Some self-described leftists also subscribe to postmodernism, including deconstructionism, a philosophical point of view that claims that every text "contains the allegory of its own deconstruction" and thereby questions the possibility of rational discourse. (Most postmodernists see themselves as leftists, but most leftists are not postmodernists.) Critics on the right have generally seen this as an indication of the poorly thought-out, fashionable nature of academic leftism. However, many on the left also say postmodernism makes no sense and offers no useful political lessons.

Some critics of the left also suggest that deconstructionism is not the only Nietzschean element in contemporary leftism, pointing to Nietzsche as the font of moral relativism and the "God is dead" philosophy, both of which they see as indicative of the brutal nihilism on the left which these critics deplore.

Political groups on the left

One might normally characterize the following groups as on the political Left in their respective countries, though they might have relatively little in common with other Left-wing groups beyond their opposition to the Right.
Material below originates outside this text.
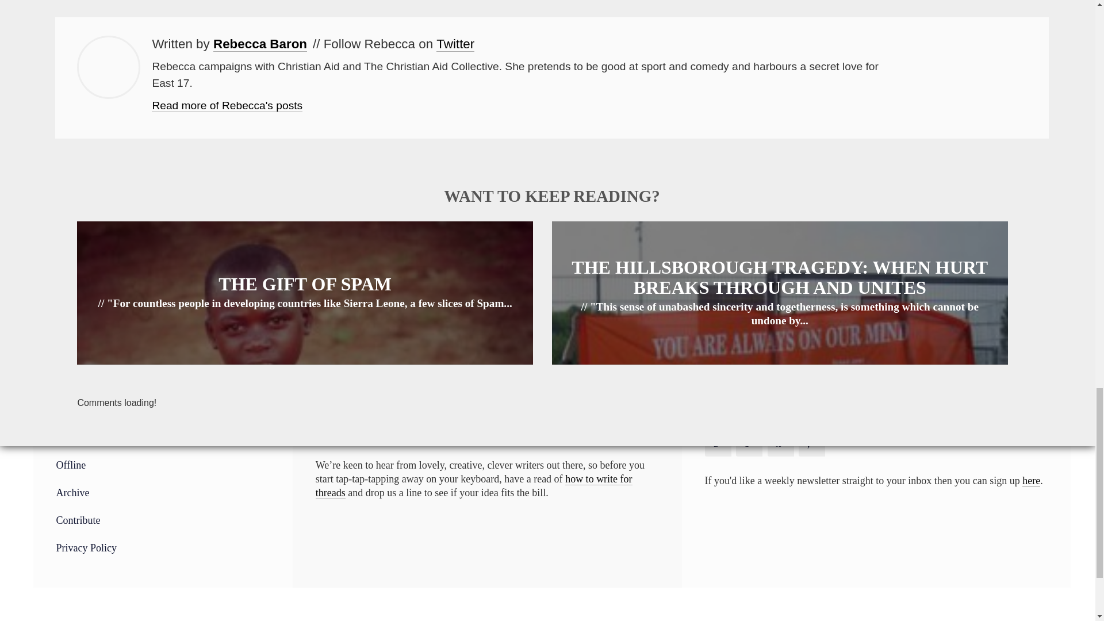 The width and height of the screenshot is (1104, 621). Describe the element at coordinates (227, 106) in the screenshot. I see `Read more of Rebecca's posts` at that location.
Naturally, in all cases "left" and "right" are relative. For example, the Democratic Leadership Council (in which Bill Clinton was active) is generally considered to form the right wing of the U.S. Democratic Party, but in terms of the whole country he was generally perceived as being on the moderate left.

Kanada

Deutschland

Vereinigtes Königreich

  • The Labour Party (although many would dispute that the modern Labour party belongs to this category)

Vereinigte Staaten

The following groups fall more within the self-described "liberal" or "progressive" center-left:

See also


Other meanings

Left wing can also refer to a player's position in sports such as soccer and ice hockey.